I'm trying to parse the following URI : http://translate.google.com/#zh-CN|en|你
but got this error message :
java.net.URISyntaxException: Illegal character in fragment at index 34: http://translate.google.com/#zh-CN|en|你
at java.net.URI$Parser.fail(URI.java:2809)
at java.net.URI$Parser.checkChars(URI.java:2982)
at java.net.URI$Parser.parse(URI.java:3028)
It's having problem with the "|" character, if I get rid of the "|", the last Chinese char is not causing any problem, what's the right way to handle this ?

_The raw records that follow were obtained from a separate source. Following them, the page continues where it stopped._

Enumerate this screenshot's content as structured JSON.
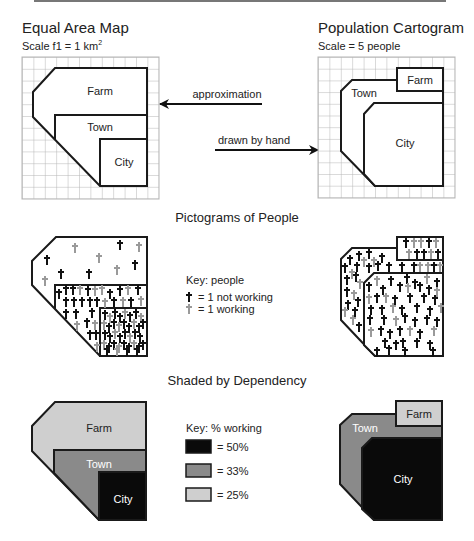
{
  "titles": {
    "equal_area": "Equal Area Map",
    "equal_area_scale": "Scale f1 = 1 km",
    "equal_area_scale_sup": "2",
    "cartogram": "Population Cartogram",
    "cartogram_scale": "Scale = 5 people",
    "pictograms": "Pictograms of People",
    "shaded": "Shaded by Dependency"
  },
  "arrows": {
    "approximation": "approximation",
    "drawn_by_hand": "drawn by hand"
  },
  "regions": {
    "farm": "Farm",
    "town": "Town",
    "city": "City"
  },
  "people_key": {
    "title": "Key: people",
    "not_working": "= 1 not working",
    "working": "= 1 working"
  },
  "shade_key": {
    "title": "Key: % working",
    "items": [
      {
        "label": "= 50%",
        "color": "#0a0a0a"
      },
      {
        "label": "= 33%",
        "color": "#8a8a8a"
      },
      {
        "label": "= 25%",
        "color": "#cfcfcf"
      }
    ]
  },
  "colors": {
    "not_working": "#111111",
    "working": "#9a9a9a",
    "grid": "#b5b5b5",
    "outline": "#1a1a1a"
  }
}
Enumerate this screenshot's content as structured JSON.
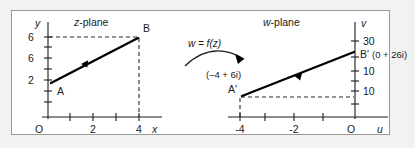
{
  "figure": {
    "background_color": "#ffffff",
    "page_color": "#f2f2f0",
    "border_color": "#9a9a9a",
    "ink_color": "#1a1a1a"
  },
  "mapping": {
    "label": "w = f(z)",
    "arrow_name": "transformation-arrow"
  },
  "left_panel": {
    "title_italic": "z",
    "title_rest": "-plane",
    "vertical_axis_label": "y",
    "horizontal_axis_label": "x",
    "origin_label": "O",
    "y_tick_labels": [
      "6",
      "6",
      "2"
    ],
    "x_tick_labels": [
      "2",
      "4"
    ],
    "points": [
      {
        "name": "A",
        "label": "A"
      },
      {
        "name": "B",
        "label": "B"
      }
    ]
  },
  "right_panel": {
    "title_italic": "w",
    "title_rest": "-plane",
    "vertical_axis_label": "v",
    "horizontal_axis_label": "u",
    "origin_label": "O",
    "v_tick_labels": [
      "30",
      "10",
      "10"
    ],
    "u_tick_labels": [
      "-4",
      "-2"
    ],
    "points": [
      {
        "name": "A-prime",
        "label": "A'",
        "coordinate": "(–4 + 6i)"
      },
      {
        "name": "B-prime",
        "label": "B'",
        "coordinate": "(0 + 26i)"
      }
    ]
  }
}
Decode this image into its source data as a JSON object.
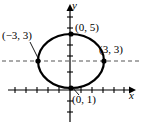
{
  "figure": {
    "background_color": "#ffffff",
    "stroke_color": "#000000",
    "width": 142,
    "height": 128
  },
  "axes": {
    "x_label": "x",
    "y_label": "y",
    "origin": {
      "x": 70,
      "y": 90
    },
    "unit_px": 11,
    "x_axis": {
      "start_x": 8,
      "end_x": 132,
      "y": 90,
      "arrow": "right"
    },
    "y_axis": {
      "start_y": 122,
      "end_y": 4,
      "x": 70,
      "arrow": "up"
    },
    "x_ticks_left": 6,
    "x_ticks_right": 5,
    "y_ticks_up": 7,
    "y_ticks_down": 3,
    "tick_half_length": 3
  },
  "ellipse": {
    "center": {
      "x": 0,
      "y": 3
    },
    "semi_major_horizontal": 3,
    "semi_minor_vertical": 2,
    "stroke_width": 2.2,
    "pixel_center": {
      "cx": 71,
      "cy": 61
    },
    "pixel_rx": 33,
    "pixel_ry": 27
  },
  "major_axis_line": {
    "style": "dashed",
    "y_value": 3,
    "pixel_y": 61,
    "start_x": 2,
    "end_x": 140,
    "dash_pattern": "4 3"
  },
  "points": [
    {
      "name": "left-vertex",
      "label": "(−3, 3)",
      "x": -3,
      "y": 3,
      "pixel": {
        "x": 38,
        "y": 61
      },
      "leader": true
    },
    {
      "name": "top-vertex",
      "label": "(0, 5)",
      "x": 0,
      "y": 5,
      "pixel": {
        "x": 71,
        "y": 34
      },
      "leader": false
    },
    {
      "name": "right-vertex",
      "label": "(3, 3)",
      "x": 3,
      "y": 3,
      "pixel": {
        "x": 104,
        "y": 61
      },
      "leader": false
    },
    {
      "name": "bottom-vertex",
      "label": "(0, 1)",
      "x": 0,
      "y": 1,
      "pixel": {
        "x": 71,
        "y": 88
      },
      "leader": true
    }
  ],
  "leader_lines": [
    {
      "name": "leader-left",
      "from": {
        "x": 30,
        "y": 42
      },
      "to": {
        "x": 39,
        "y": 60
      }
    },
    {
      "name": "leader-bottom",
      "from": {
        "x": 79,
        "y": 95
      },
      "to": {
        "x": 72,
        "y": 87
      }
    }
  ]
}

My method look like this :
public static void displayFileOrUrlInBrowser(String File_Or_Url)
{
try { Desktop.getDesktop().browse(new URI(File_Or_Url.replace(" ","%20").replace("^","%5E"))); }
catch (Exception e) { e.printStackTrace(); }
}
Thanks for the answers, but BalusC's solution seems to work only for an instance of the url, my method needs to work with any url I pass to it, how would it know where's the starting point to cut the url into two parts and only encode the second part ?
解决方案
The pipe character is "considered unsafe" for use in URLs. You can fix it by replacing the | with its encoded hex equivalent, which would be "%7C"
However, replacing individual characters in a URL is a brittle solution that does not work very well when you consider that, in any given URL, there could potentially be quite a number of different characters that may need to be replaced. You are already replacing spaces, carets, and pipes.... but what about brackets, and accent marks, and quotation marks? Or question marks and ampersands, which may or may not be valid parts of a URL, depending on how they are used?
Thus, a superior solution would be to use the language's facility for encoding URLs, rather than doing it manually. In the case of Java, use URLEncoder, as per the example in BalusC's answer to this question.